HARVARD HISTORIAN NIALL Ferguson has apologised for what he has described as “stupid and tactless remarks” he made about economist John Maynard Keynes.

At a conference in California, the well-known academic suggested that Keynes didn’t think enough about what happens to future generations as a result of his economic policies because he had no children and was gay.

Ferguson was speaking  in front of a group of several hundred financial advisers and investors when he made the off-the-cuff remarks after being asked about Keynes’s famous observation that “in the long run, we are all dead”. One financial journalist who was present at the conference reported that Ferguson had said Keynes had taken a selfish worldview because he was an ‘effete’ member of society.

In a statement on his website, Ferguson said that this was “doubly stupid”.

“First it is obvious that people who do not have children also care about future generations. Second, I had forgotten that Keynes’s wife Lydia miscarried,” Ferguson said.

The academic, who is known for his idea of the six ‘killer apps’ behind Western civilisation, was criticised for using Keynes’ personal life as a way to attack his policies. Keynes, who died in 1946, was one of the most influential economists of the 20th century and changed the way that countries dealt with recessions.

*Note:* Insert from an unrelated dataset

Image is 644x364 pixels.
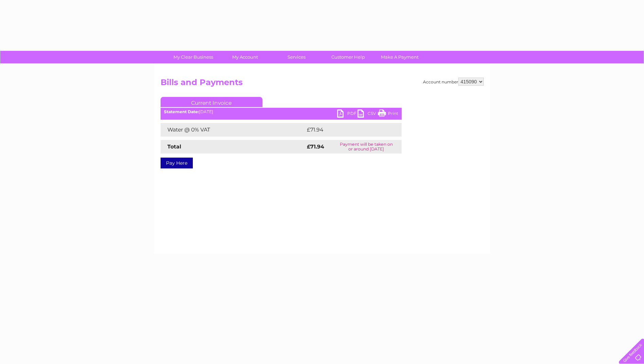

“My disagreements with Keynes’s economic philosophy have never had anything to do with his sexual orientation,” said Ferguson. It is simply false to suggest, as I did, that his approach to economic policy was inspired by any aspect of his personal life. As those who know me and my work are well aware, I detest all prejudice, sexual or otherwise.”

My colleagues, students, and friends – straight and gay – have ever right to be disappointed in me, as I am in myself.
To them, and to everyone who heard my remarks at the conference or has read them since, I deeply and unreservedly apologise.